Jul 9, 2019 - Economy & Business

The good news and bad news about wage growth

Workers protesting the low minimum wage

Fast-food workers, cashiers, cooks, delivery people and their supporters held a rally outside New York City Hall in 2017. Photo: Erik McGregor/Pacific Press/LightRocket via Getty Images

Having largely been left out of the U.S. recovery over the past decade, low-wage workers are starting to see their incomes rise meaningfully and are pushing for more.

Why it matters: With a tight labor market wherein the number of job openings exceeded the number of unemployed by the largest margin on record, businesses are having to make more concessions to keep low-wage workers and find new ones.

What's happening: Even though Amazon raised its minimum pay for all workers to $15 an hour last year, employees at its Shakopee, Minn., fulfillment center are planning a Prime Day work stoppage to protest productivity quotas and poor working conditions, according to CBS News.

By the numbers: After trailing higher-paid workers for years after the financial crisis, earnings for the bottom 25% of workers have been growing at a rate over 4% since July 2018, while the national average has been stuck near 3%, data from the Atlanta Fed shows.

  • Weekly earnings for the bottom 10% of full-time workers have grown even faster, far outpacing workers at the median.

What they're saying: Research analysts at Goldman Sachs see a "lack of investor concern" about rising wages, they said in a Tuesday morning note to clients. However, the bank's survey data indicates "a record level of corporate concern regarding labor costs."

  • Due to a combination of negative forces, including "tariffs, already-rising inputs costs, and weak economic activity, profit margins are unlikely to rebound in the near future," analysts said.

Reality check: Only the top 10% of U.S. households have fully recovered the wealth they lost in the financial crisis, and company earnings growth has been rising much faster than wages.

The intrigue: Interested parties, including Walmart and Amazon, are lobbying the government to raise the federal minimum wage to $15 an hour, which the CBO said in a report Monday would increase wages for 27 million Americans, but also cost 1.3 million jobs and "reduce total real (inflation-adjusted) family income in 2025 by $9 billion, or 0.1 percent."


» **What needs to be done**
Omit the pictures while printing every entry below exactly as given.

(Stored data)

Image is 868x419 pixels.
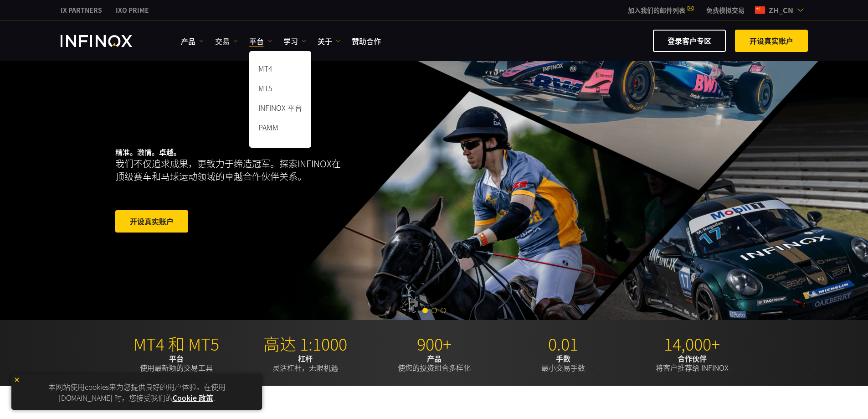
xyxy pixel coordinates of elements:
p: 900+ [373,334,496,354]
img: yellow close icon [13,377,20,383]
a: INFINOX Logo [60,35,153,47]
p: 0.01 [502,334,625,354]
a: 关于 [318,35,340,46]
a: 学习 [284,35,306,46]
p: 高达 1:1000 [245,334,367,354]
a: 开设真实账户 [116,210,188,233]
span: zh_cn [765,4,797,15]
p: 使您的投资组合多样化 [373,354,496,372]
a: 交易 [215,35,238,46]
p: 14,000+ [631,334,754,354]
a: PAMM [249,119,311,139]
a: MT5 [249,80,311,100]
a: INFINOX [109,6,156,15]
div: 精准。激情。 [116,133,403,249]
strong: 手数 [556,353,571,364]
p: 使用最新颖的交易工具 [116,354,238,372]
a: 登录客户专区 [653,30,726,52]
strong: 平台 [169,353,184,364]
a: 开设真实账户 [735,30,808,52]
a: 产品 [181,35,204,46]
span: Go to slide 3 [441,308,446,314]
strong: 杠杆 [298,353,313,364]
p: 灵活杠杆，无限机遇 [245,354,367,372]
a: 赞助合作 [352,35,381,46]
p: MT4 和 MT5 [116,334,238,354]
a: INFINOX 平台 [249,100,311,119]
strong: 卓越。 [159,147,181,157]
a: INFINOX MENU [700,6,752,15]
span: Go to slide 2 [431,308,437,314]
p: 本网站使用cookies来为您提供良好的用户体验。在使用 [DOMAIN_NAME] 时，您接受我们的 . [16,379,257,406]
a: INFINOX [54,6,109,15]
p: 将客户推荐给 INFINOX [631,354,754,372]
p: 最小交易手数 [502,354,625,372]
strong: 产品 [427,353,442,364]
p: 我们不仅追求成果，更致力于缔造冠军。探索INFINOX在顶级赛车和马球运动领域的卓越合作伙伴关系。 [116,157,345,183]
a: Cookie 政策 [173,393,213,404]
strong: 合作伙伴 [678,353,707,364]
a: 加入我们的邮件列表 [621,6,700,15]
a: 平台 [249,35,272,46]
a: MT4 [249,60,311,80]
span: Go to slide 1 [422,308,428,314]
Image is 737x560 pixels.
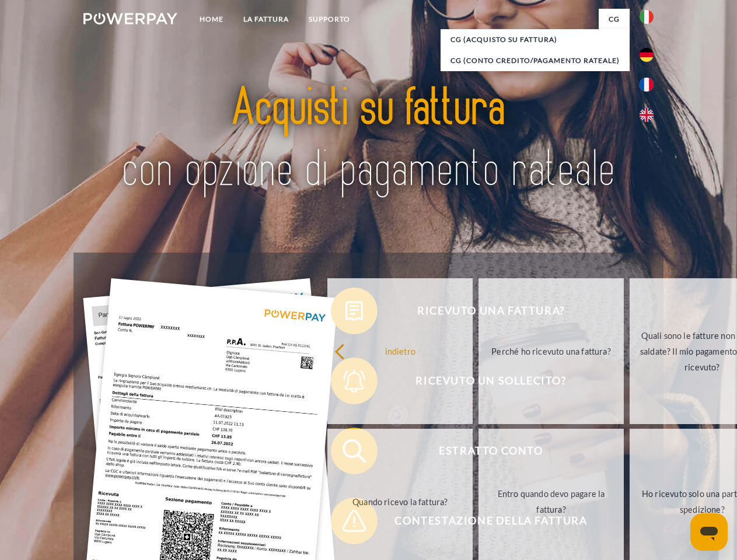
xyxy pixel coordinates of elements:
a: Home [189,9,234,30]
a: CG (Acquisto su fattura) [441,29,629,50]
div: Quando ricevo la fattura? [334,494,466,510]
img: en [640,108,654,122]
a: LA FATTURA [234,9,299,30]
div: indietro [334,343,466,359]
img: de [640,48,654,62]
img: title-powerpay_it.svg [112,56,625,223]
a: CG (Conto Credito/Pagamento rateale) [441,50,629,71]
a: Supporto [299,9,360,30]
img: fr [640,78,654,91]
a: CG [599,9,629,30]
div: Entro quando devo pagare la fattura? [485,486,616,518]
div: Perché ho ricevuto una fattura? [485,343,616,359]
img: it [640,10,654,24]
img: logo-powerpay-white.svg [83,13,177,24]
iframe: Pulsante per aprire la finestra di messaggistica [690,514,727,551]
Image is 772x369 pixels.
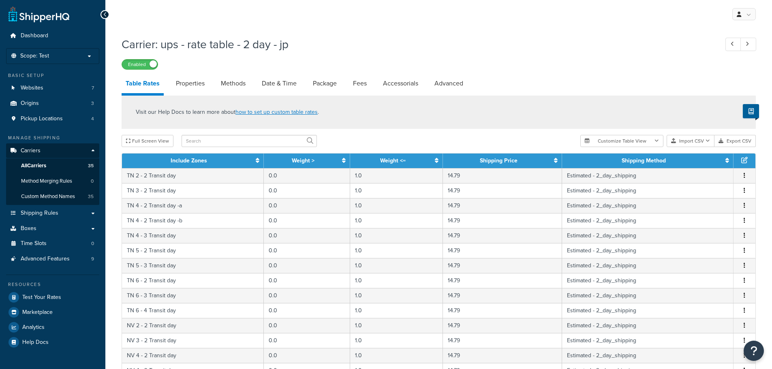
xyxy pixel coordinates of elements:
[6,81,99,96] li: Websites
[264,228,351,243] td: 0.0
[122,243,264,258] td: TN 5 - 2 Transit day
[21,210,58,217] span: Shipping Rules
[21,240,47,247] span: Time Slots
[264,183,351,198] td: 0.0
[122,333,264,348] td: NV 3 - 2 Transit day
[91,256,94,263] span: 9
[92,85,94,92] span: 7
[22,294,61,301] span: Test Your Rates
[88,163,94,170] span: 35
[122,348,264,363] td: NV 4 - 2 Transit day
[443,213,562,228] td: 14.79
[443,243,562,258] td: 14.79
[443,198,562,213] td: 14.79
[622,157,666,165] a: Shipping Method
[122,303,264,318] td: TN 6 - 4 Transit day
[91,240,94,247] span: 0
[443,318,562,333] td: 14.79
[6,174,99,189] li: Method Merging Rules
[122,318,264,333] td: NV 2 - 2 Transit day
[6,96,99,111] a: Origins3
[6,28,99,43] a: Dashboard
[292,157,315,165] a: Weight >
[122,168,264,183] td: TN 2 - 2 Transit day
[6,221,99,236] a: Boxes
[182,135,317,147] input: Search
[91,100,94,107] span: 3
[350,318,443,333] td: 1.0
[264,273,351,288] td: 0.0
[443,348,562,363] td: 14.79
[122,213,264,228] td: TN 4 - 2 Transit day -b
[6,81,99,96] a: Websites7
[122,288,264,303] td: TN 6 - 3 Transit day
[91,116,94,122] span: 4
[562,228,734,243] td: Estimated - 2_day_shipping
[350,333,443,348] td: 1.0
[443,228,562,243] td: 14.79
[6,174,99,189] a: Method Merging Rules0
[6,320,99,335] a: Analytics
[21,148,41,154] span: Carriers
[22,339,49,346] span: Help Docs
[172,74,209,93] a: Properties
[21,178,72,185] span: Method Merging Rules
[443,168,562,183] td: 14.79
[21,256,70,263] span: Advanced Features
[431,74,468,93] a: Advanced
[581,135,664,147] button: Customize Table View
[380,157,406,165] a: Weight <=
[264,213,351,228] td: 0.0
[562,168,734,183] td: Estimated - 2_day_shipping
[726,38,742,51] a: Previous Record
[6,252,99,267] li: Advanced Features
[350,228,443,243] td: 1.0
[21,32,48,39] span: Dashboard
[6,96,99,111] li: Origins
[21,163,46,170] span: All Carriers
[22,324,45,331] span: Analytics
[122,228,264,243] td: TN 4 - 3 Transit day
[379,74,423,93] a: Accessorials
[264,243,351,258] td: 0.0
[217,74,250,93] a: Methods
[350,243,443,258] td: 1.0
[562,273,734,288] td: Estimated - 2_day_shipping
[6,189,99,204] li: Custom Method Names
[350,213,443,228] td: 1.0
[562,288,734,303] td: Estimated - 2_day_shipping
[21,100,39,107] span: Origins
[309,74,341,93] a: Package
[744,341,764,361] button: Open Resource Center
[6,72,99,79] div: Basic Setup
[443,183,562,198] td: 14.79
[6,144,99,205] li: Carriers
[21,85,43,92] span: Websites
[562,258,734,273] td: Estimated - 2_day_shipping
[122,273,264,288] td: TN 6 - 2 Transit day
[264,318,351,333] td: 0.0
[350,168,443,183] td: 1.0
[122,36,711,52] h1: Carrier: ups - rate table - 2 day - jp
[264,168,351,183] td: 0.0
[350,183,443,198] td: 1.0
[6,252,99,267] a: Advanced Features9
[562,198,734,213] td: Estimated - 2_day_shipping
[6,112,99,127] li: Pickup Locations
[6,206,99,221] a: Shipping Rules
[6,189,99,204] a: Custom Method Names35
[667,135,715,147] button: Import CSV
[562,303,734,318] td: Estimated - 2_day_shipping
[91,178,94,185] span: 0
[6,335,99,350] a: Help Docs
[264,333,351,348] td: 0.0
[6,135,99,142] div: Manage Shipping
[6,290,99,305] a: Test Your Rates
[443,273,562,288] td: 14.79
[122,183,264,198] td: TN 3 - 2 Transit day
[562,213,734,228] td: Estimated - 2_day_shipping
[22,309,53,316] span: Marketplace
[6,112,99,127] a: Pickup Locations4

» **Answer space**
Image is 868x419 pixels.
xyxy pixel coordinates of elements:
p: 900+ [373,334,496,354]
img: yellow close icon [13,377,20,383]
a: INFINOX Logo [60,35,153,47]
p: 0.01 [502,334,625,354]
a: 关于 [318,35,340,46]
a: 学习 [284,35,306,46]
p: 高达 1:1000 [245,334,367,354]
a: 开设真实账户 [116,210,188,233]
span: zh_cn [765,4,797,15]
p: 使您的投资组合多样化 [373,354,496,372]
a: 交易 [215,35,238,46]
p: 14,000+ [631,334,754,354]
a: PAMM [249,119,311,139]
a: MT5 [249,80,311,100]
a: INFINOX [109,6,156,15]
div: 精准。激情。 [116,133,403,249]
strong: 手数 [556,353,571,364]
p: 使用最新颖的交易工具 [116,354,238,372]
a: 登录客户专区 [653,30,726,52]
strong: 平台 [169,353,184,364]
a: 开设真实账户 [735,30,808,52]
a: 产品 [181,35,204,46]
span: Go to slide 3 [441,308,446,314]
strong: 杠杆 [298,353,313,364]
p: 灵活杠杆，无限机遇 [245,354,367,372]
a: 赞助合作 [352,35,381,46]
p: MT4 和 MT5 [116,334,238,354]
a: INFINOX 平台 [249,100,311,119]
strong: 卓越。 [159,147,181,157]
a: INFINOX MENU [700,6,752,15]
span: Go to slide 2 [431,308,437,314]
p: 本网站使用cookies来为您提供良好的用户体验。在使用 [DOMAIN_NAME] 时，您接受我们的 . [16,379,257,406]
a: INFINOX [54,6,109,15]
p: 将客户推荐给 INFINOX [631,354,754,372]
p: 最小交易手数 [502,354,625,372]
strong: 产品 [427,353,442,364]
p: 我们不仅追求成果，更致力于缔造冠军。探索INFINOX在顶级赛车和马球运动领域的卓越合作伙伴关系。 [116,157,345,183]
a: Cookie 政策 [173,393,213,404]
strong: 合作伙伴 [678,353,707,364]
a: 加入我们的邮件列表 [621,6,700,15]
a: 平台 [249,35,272,46]
a: MT4 [249,60,311,80]
span: Go to slide 1 [422,308,428,314]
Image is 737x560 pixels.
xyxy pixel coordinates of elements:
a: Home [189,9,234,30]
a: CG (Acquisto su fattura) [441,29,629,50]
div: Quando ricevo la fattura? [334,494,466,510]
img: en [640,108,654,122]
a: LA FATTURA [234,9,299,30]
div: indietro [334,343,466,359]
img: de [640,48,654,62]
img: title-powerpay_it.svg [112,56,625,223]
a: CG (Conto Credito/Pagamento rateale) [441,50,629,71]
a: Supporto [299,9,360,30]
img: fr [640,78,654,91]
a: CG [599,9,629,30]
div: Entro quando devo pagare la fattura? [485,486,616,518]
div: Perché ho ricevuto una fattura? [485,343,616,359]
img: it [640,10,654,24]
img: logo-powerpay-white.svg [83,13,177,24]
iframe: Pulsante per aprire la finestra di messaggistica [690,514,727,551]
Image is 772x369 pixels.
xyxy pixel coordinates of elements:
[6,81,99,96] li: Websites
[264,228,351,243] td: 0.0
[122,243,264,258] td: TN 5 - 2 Transit day
[21,210,58,217] span: Shipping Rules
[21,240,47,247] span: Time Slots
[264,183,351,198] td: 0.0
[122,333,264,348] td: NV 3 - 2 Transit day
[91,256,94,263] span: 9
[92,85,94,92] span: 7
[22,294,61,301] span: Test Your Rates
[88,163,94,170] span: 35
[122,348,264,363] td: NV 4 - 2 Transit day
[443,213,562,228] td: 14.79
[443,243,562,258] td: 14.79
[443,198,562,213] td: 14.79
[622,157,666,165] a: Shipping Method
[122,303,264,318] td: TN 6 - 4 Transit day
[91,240,94,247] span: 0
[443,318,562,333] td: 14.79
[6,174,99,189] li: Method Merging Rules
[122,318,264,333] td: NV 2 - 2 Transit day
[6,96,99,111] a: Origins3
[6,28,99,43] a: Dashboard
[292,157,315,165] a: Weight >
[122,168,264,183] td: TN 2 - 2 Transit day
[6,221,99,236] a: Boxes
[182,135,317,147] input: Search
[91,100,94,107] span: 3
[350,318,443,333] td: 1.0
[264,273,351,288] td: 0.0
[443,348,562,363] td: 14.79
[122,213,264,228] td: TN 4 - 2 Transit day -b
[6,81,99,96] a: Websites7
[122,288,264,303] td: TN 6 - 3 Transit day
[91,116,94,122] span: 4
[562,228,734,243] td: Estimated - 2_day_shipping
[350,333,443,348] td: 1.0
[443,228,562,243] td: 14.79
[6,174,99,189] a: Method Merging Rules0
[6,320,99,335] a: Analytics
[21,148,41,154] span: Carriers
[22,339,49,346] span: Help Docs
[172,74,209,93] a: Properties
[21,178,72,185] span: Method Merging Rules
[443,168,562,183] td: 14.79
[21,256,70,263] span: Advanced Features
[431,74,468,93] a: Advanced
[581,135,664,147] button: Customize Table View
[380,157,406,165] a: Weight <=
[264,213,351,228] td: 0.0
[562,168,734,183] td: Estimated - 2_day_shipping
[726,38,742,51] a: Previous Record
[6,252,99,267] li: Advanced Features
[350,228,443,243] td: 1.0
[21,32,48,39] span: Dashboard
[6,96,99,111] li: Origins
[21,163,46,170] span: All Carriers
[22,324,45,331] span: Analytics
[122,228,264,243] td: TN 4 - 3 Transit day
[379,74,423,93] a: Accessorials
[264,243,351,258] td: 0.0
[217,74,250,93] a: Methods
[350,243,443,258] td: 1.0
[562,273,734,288] td: Estimated - 2_day_shipping
[6,189,99,204] li: Custom Method Names
[350,213,443,228] td: 1.0
[562,288,734,303] td: Estimated - 2_day_shipping
[21,100,39,107] span: Origins
[309,74,341,93] a: Package
[744,341,764,361] button: Open Resource Center
[6,72,99,79] div: Basic Setup
[443,183,562,198] td: 14.79
[6,144,99,205] li: Carriers
[21,85,43,92] span: Websites
[562,258,734,273] td: Estimated - 2_day_shipping
[122,273,264,288] td: TN 6 - 2 Transit day
[264,318,351,333] td: 0.0
[350,168,443,183] td: 1.0
[122,36,711,52] h1: Carrier: ups - rate table - 2 day - jp
[264,168,351,183] td: 0.0
[350,183,443,198] td: 1.0
[6,252,99,267] a: Advanced Features9
[562,198,734,213] td: Estimated - 2_day_shipping
[6,112,99,127] li: Pickup Locations
[6,206,99,221] a: Shipping Rules
[6,189,99,204] a: Custom Method Names35
[667,135,715,147] button: Import CSV
[562,303,734,318] td: Estimated - 2_day_shipping
[91,178,94,185] span: 0
[6,335,99,350] a: Help Docs
[264,333,351,348] td: 0.0
[6,135,99,142] div: Manage Shipping
[6,290,99,305] a: Test Your Rates
[443,273,562,288] td: 14.79
[122,183,264,198] td: TN 3 - 2 Transit day
[562,213,734,228] td: Estimated - 2_day_shipping
[22,309,53,316] span: Marketplace
[6,112,99,127] a: Pickup Locations4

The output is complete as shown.